The crowd pushed out and off the ship, and the three of us were alone, here in the lounge of the Peenemünde, where the story started and where it ends. Bish says no story ends, ever. He's wrong. Stories die, and nothing in the world is deader than a dead news story. But before they do, they hatch a flock of little ones, and some of them grow into bigger stories still. What happens after the ship lifts into the darkness, with the pre-dawn glow in the east, will be another, a new, story.
But to the story of how the hunters got an honest co-operative and Fenris got an honest government, and Bish Ware got Anton Gerrit the slaver, I can write
"The End."
* * *
Contents
BORDER, BREED NOR BIRTH
by Mack Reynolds
I
El Hassan, would-be tyrant of all North Africa, was on the run.

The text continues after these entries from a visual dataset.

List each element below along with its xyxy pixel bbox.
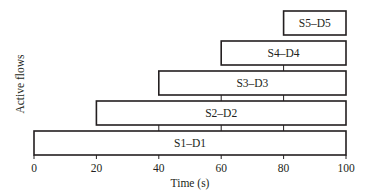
flow-gantt-chart: S1–D1S2–D2S3–D3S4–D4S5–D5 020406080100 T… — [0, 0, 370, 196]
x-tick-label: 80 — [278, 162, 290, 174]
flow-bar-label: S1–D1 — [174, 137, 206, 149]
flow-bar-label: S2–D2 — [205, 107, 237, 119]
x-axis: 020406080100 — [31, 155, 355, 174]
y-axis-label: Active flows — [14, 54, 26, 114]
flow-bar-label: S4–D4 — [268, 47, 300, 59]
x-tick-label: 40 — [153, 162, 165, 174]
x-tick-label: 100 — [337, 162, 355, 174]
x-tick-label: 60 — [215, 162, 227, 174]
bars: S1–D1S2–D2S3–D3S4–D4S5–D5 — [34, 11, 346, 155]
x-tick-label: 20 — [91, 162, 103, 174]
x-axis-label: Time (s) — [171, 177, 210, 190]
flow-bar-label: S3–D3 — [236, 77, 268, 89]
flow-bar-label: S5–D5 — [299, 17, 331, 29]
x-tick-label: 0 — [31, 162, 37, 174]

His followers at this point numbered six, one of whom was a wisp of a twenty-four year old girl. Arrayed against him and his dream, he knew, was the combined power of the world in the form of the Reunited Nations, and, in addition, such individual powers as the United States of the Americas, the Soviet Complex, Common Europe, the French Community, the British Commonwealth and the Arab Union, working both toget
her and unilaterally.
Immediate survival depended upon getting into the Great Erg of the Sahara where even the greatest powers the world had ever developed would have their work cut out locating El Hassan and his people.
* * * * *
Bey-ag-Akhamouk who was riding next to Elmer Allen in the lead air cushion hover-lorry, held a hand high. Both of the solar powered desert vehicles ground to a halt.
Homer Crawford vaulted out of the seat of the second lorry before it had settled to the sand. "What's up, Bey?" he called.
Bey pointed to the south and west. They were in the vicinity of Tessalit, in what was once known as French Sudan, and immediately to the south of Algeria. They were deliberately avoiding what little existed in this area in the way of trails, the Tanezrouft route which crossed the Sahara from Colomb-Béchar to Gao, on the Niger, was some fifty miles to the west.
Homer Crawford stared up into the sky in the direction Bey pointed and his face went wan.
The others were piling out of the vehicles.
"What is it?" Isobel Cunningham said, squinting and trying to catch what the others had already spotted.
"Aircraft," Bey growled. "A rocket-plane."
"Which means the military in this part of the world," Homer said.
The rest of them looked to him for instructions, but Bey suddenly took over. He said to Homer, "You better get on over beneath that outcropping of rock. The rest of us will handle this."
Homer looked at him.
Bey said, flatly, "If one of the rest of us gets it, or even if all of us do, the El Hassan movement goes on. But if something happens to you, the movement dies. We've already taken our stand and too much is at stake to risk your life."
Homer Crawford opened his mouth to protest, then closed it. He reached inside the solar-powered lorry and fetched forth a Tommy-Noiseless and started for the rock outcropping at a trot. Having made his decision, he wasn't going to cramp Bey-ag-Akhamouk's style with needless palaver.